How will these $20 stoves be made? by whom? where? with what materials? If you're selling it for $20, what is the production cost? Changing the efficiency won't change the fact that a product is mass produced or exported, which has a lot of environmental implications, especially for labor conditions, materials and transport methods. It is reasonable to question this. The cheapest commodities usually have roots in questionable labor and environmental practices.


I am not against solar power, reduced emissions or higher efficiency. Obama's actions show a change from Bush. Is it progress? Of course. But, does it show a change in environmental thought? I just don't see his plan as particularly comprehensive, nor do I feel it to be as revolutionary as this article makes it sound.
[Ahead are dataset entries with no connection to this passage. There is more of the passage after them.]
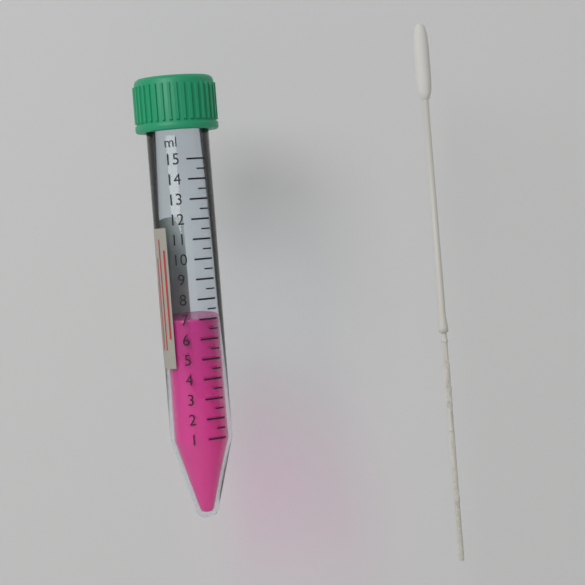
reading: 7.0 ml
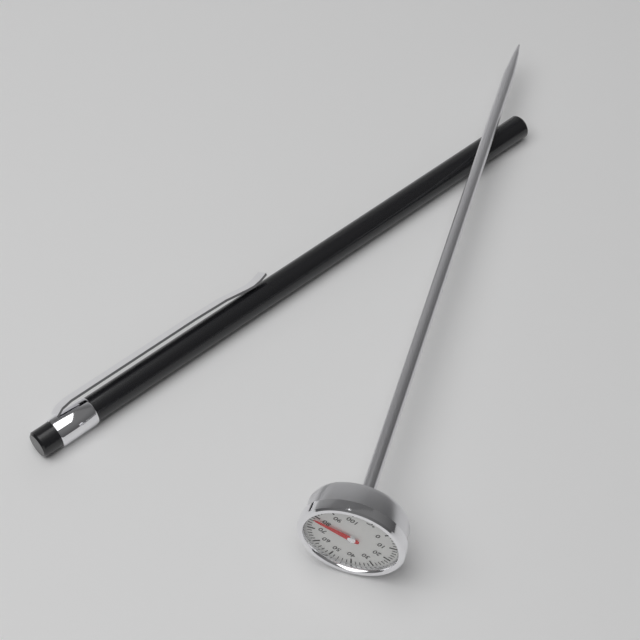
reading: 78 °C
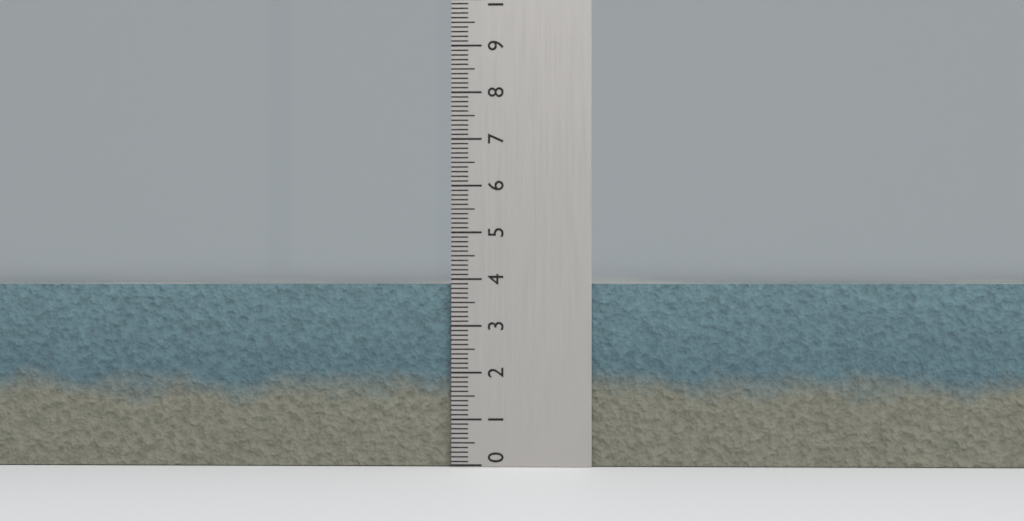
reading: 3.9 (no unit)
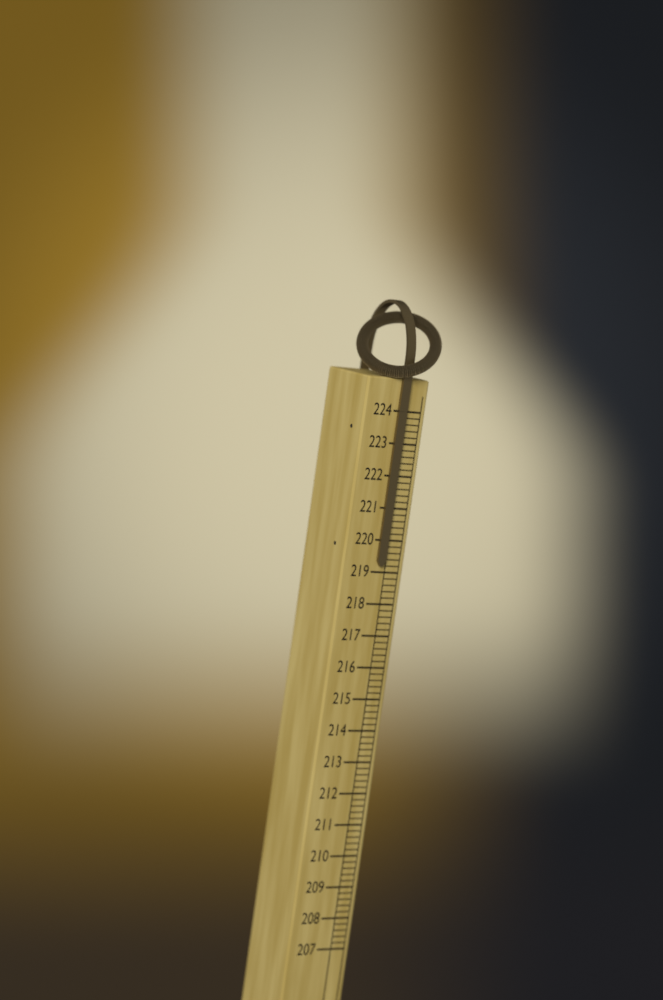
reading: 219.2 (no unit)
It operates within the same general framework and political economy that sets up these power dynamics between developed and developing countries in the first place. No, I don't expect Obama to revolutionize the political economy (although he sure made out like that was his goal.)

The article doesn't mention Obama promoting attitudes about "the environment" as an issue of natural resource access/property relations, as an issue of racism and inequality, as a serious human health issue (Swine Flu!), which would be real change.

It touches on jobs, which is great, but it doesn't touch on the politics of food production and how factory farms are subsidized by the US government and our tax dollars. It doesn't discuss how industrial and chemical plants, and other environmentally hazardous industries, are disproportionately placed in minority neighborhoods, the neighborhoods of people with a weaker political and economic voice. It only seems to address issues of consumerism while ignoring the sociocultural constructs that allow these patterns.

It has a very top-down approach to "cleaning the air." Then again, he is the POTUS, so I don't know how he could do otherwise.

"The Climate won't wait..." Neither should Obama, and neither should we. I just think there are a lot of issues that Obama's plan doesn't look at as "environmental" that should be considered as such. Maybe it just hasn't come up yet (although, with swine flu, factory farms should come up!!)

It has indeed only been 100 days. Let's hope for more change.